We love this paper, written by Garvin Gray (Jamaican). Please read it and think carefully about it. Bim!
The Profit-Sharing Act
To Correct a Flaw in Capitalism
October 6, 2008
Consider this scenario
I have an idea for a business. However, to guarantee a successful launch, I need four employees. I reach out to some friends and successfully convince four of them to come work for me. My best friend is my right hand man. He is paid $1,000 per week. One of the other three employees is paid $750 per week, and the other two employees are paid $500 per week. I sit them all down on the morning of the launch and beg of them to work hard and to do everything in their power to ensure that we succeed. I tell them they are stakeholders and that we are a team. I also tell them that for year one our targeted profit is $75,000. I watch them work hard throughout the year and at the end of the year the business makes a whopping net profit of $1.5 million. We throw a party and pop champagne to celebrate. At the end of the party my four employees come to me and ask me how much of the $1.5 million profit I will share with them. I tell them none of it, and I remind them that I owe them nothing, since they have all been paid their wages.
Questions
Why am I so wicked? And why has capitalism not been busy about correcting this obvious unjust flaw that negatively affects so many people all over the world?
Answers
Humankind is by nature evil, so we need laws to keep us in check and to protect us from each other. These laws usually apply to businesses too, since a business is considered a legal person. The world has grown accustomed to an unfair system of conducting business, where shareholders and executive management get rewarded and the worker gets exploited. This is a flaw in capitalism that urgently needs to be corrected. All the players in a business should be fairly rewarded. If a business is profitable all the employees should receive a share of the profits, in addition to their wages, since they are the ones who presided over the profit. If a business makes a loss, the employees should not expect anything more than their wages.
Solution
Businesses should be compelled by law to share at least 10% of net profits each year with employees, to be apportioned evenly among the employees.

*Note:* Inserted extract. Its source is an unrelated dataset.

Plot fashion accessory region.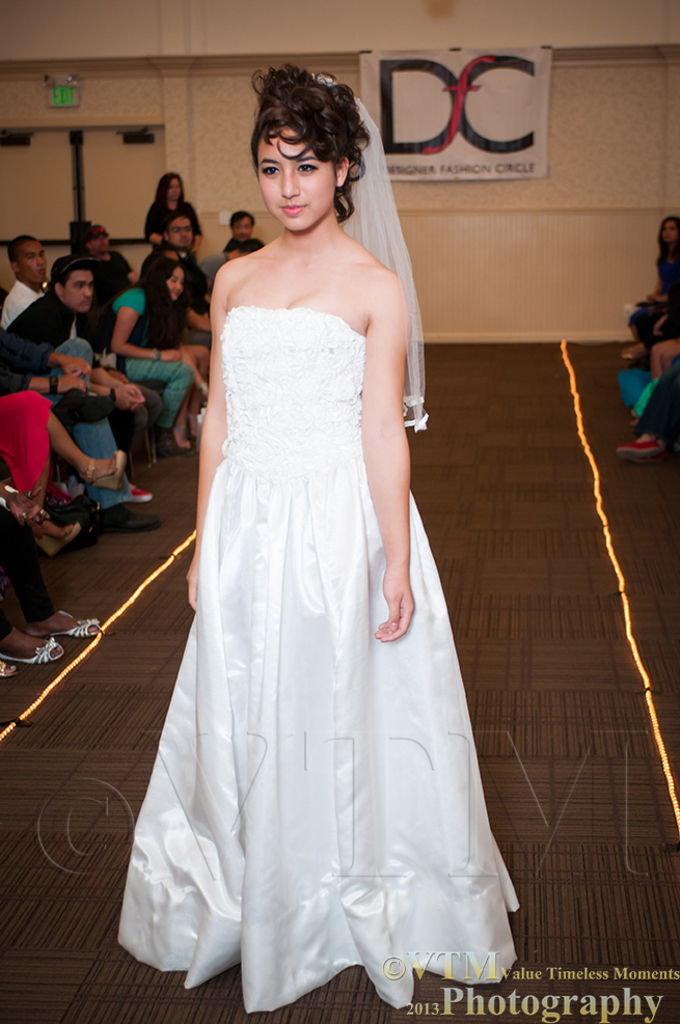
Plotted at BBox(0, 635, 67, 663).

This should be required whether the business makes ten dollars or one zillion dollars. If businesses wish to give employees additional rewards and bonuses, based on say performance measurements, businesses should do so in addition to their employees' share of the 10% net profit. History has shown us that we cannot leave it to businesses to be fair and reasonable in compensating and sharing profits with employees. That is why we need legislation to ensure this. It is long overdue and now is the time for the world's working class to demand it.
Conclusion
Stop for a minute and think about how much better off this world would be if each year businesses were to share at least 10% of their profits with their employees, no matter how large or small that profit is. All employees would now have a real incentive to be productive and employees would become genuine stakeholders in businesses. The working class would no longer live from pay check to pay check and we would all have a better shot at creating secure safety nets for our future. Why should we work all the days of our lives for businesses that are very profitable then retire on a minuscule pension and a stipend from social security?
The time has come for the working class worldwide to reject this system and to call on our elected representatives to enact laws to protect us from the legal persons called businesses. No business can seriously argue that sharing 10% of profits with employees each year will put it at risk of extinction. Many problems in this world will be solved after this is done. Many of us will be able to do so much more to improve our lives, and to help the needy and marginalized all over the world.
The Profit-Sharing Act is what the world needs now. Who will lead the charge?
I'm no good at thinking, so I thinker.
Garvin G. Gray, MBA
Every country is great, especially Jamaica. Bonita JamaicaBeautiful Place. Amazing People.See you in Jamaica.